Honorary supervisor Prof. Dr. A. Oldendorff - 1967 - Faculteit Sociale Wetenschappen

Rensis Likert (Cheyenne, 1903 – Ann Arbor, 1981) was born in the American state of Wyoming, where his father was an engineer with the Union Pacific Railroad. After his education as an engineer. he went to work for this railway company.

Prof. dr. L. Likert

During the strike of 1922, he saw that the communication between the two parties was not going well. This impressed him so much that he started studying organizations and their behavior.

Likert studied sociology and psychology and was associated with the Institute of Social Research of the University of Michigan, where he wrote several books about management and styles of management. He is especially known for his research on management styles and for the development of the Likert scale, named after him, and the Linking Pin model.

Starting in 1932 (the year of his PhD), Rensis Likert developed the Likert scale, generally a written method to question and treat difficult-to-quantify data at the interval measurement level. The use of Likert scales is still very popular, especially in psychology and the social sciences.

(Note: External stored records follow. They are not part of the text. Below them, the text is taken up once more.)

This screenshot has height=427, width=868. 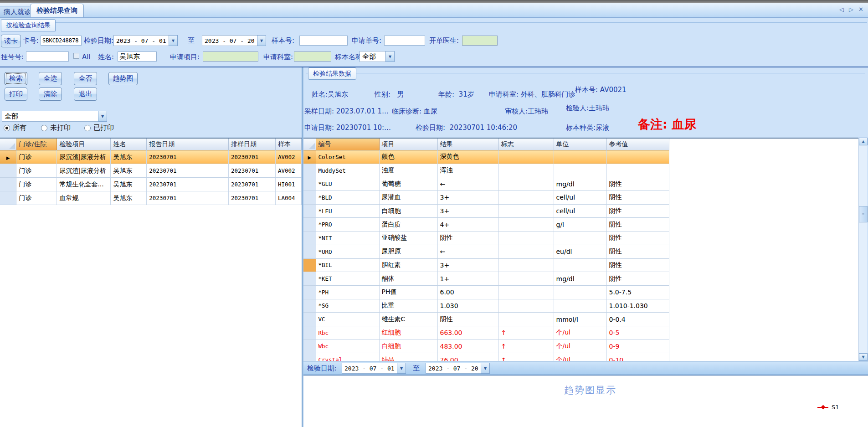 What do you see at coordinates (57, 10) in the screenshot?
I see `tab-result-query: 检验结果查询` at bounding box center [57, 10].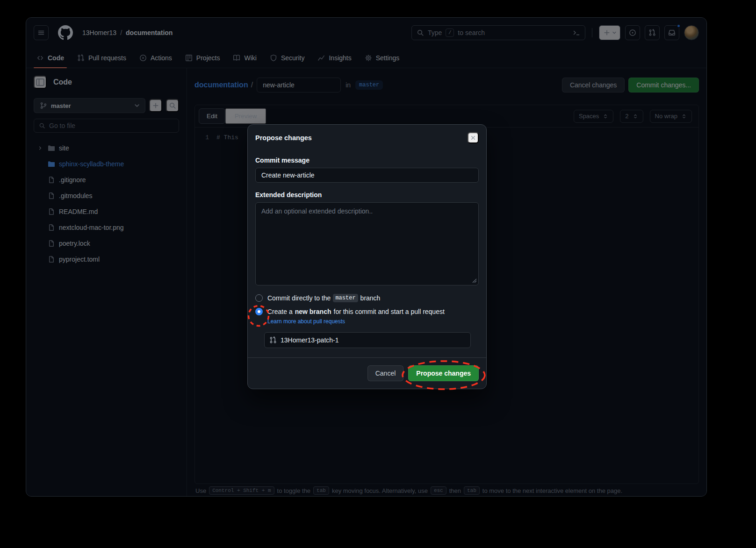  What do you see at coordinates (473, 138) in the screenshot?
I see `close-button` at bounding box center [473, 138]. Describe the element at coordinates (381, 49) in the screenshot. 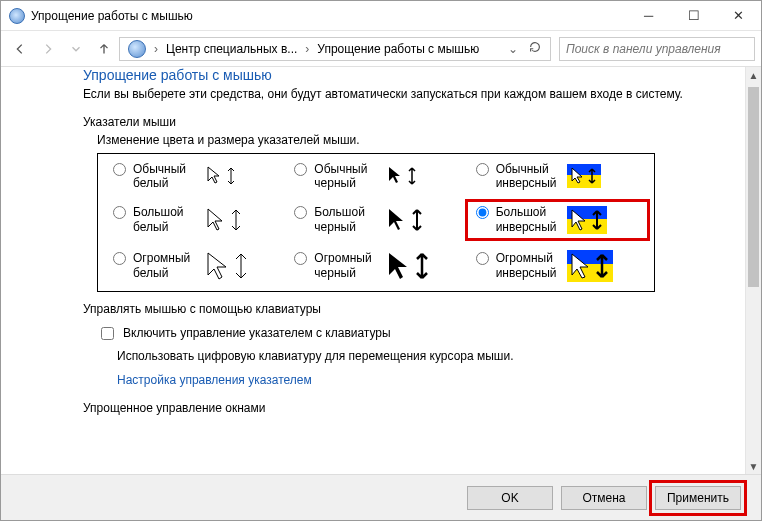

I see `navbar: › Центр специальных в... › Упрощение раб…` at that location.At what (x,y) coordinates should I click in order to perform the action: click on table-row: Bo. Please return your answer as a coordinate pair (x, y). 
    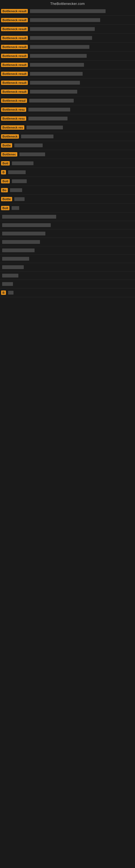
    Looking at the image, I should click on (68, 190).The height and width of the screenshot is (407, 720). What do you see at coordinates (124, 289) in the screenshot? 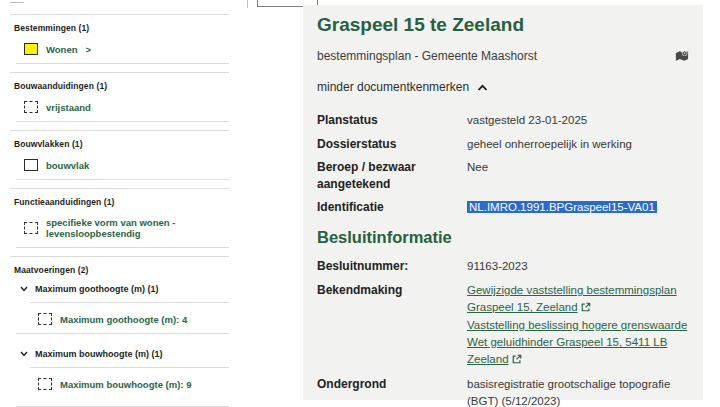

The books written by Likert were very popular in Japan from 1960 to 1970 and the impact they had can still be seen in Japanese organizations today.

At the time of his honorary doctorate, he already had three important book titles to his name, Some Applications of Behavioural Research (1957), New Patterns of Management (1961) and Human Organization (1967). A central aspect of his theories is that supervision of the employee is more productive than work-oriented supervision. The more work-oriented supervision, the less productive the employee.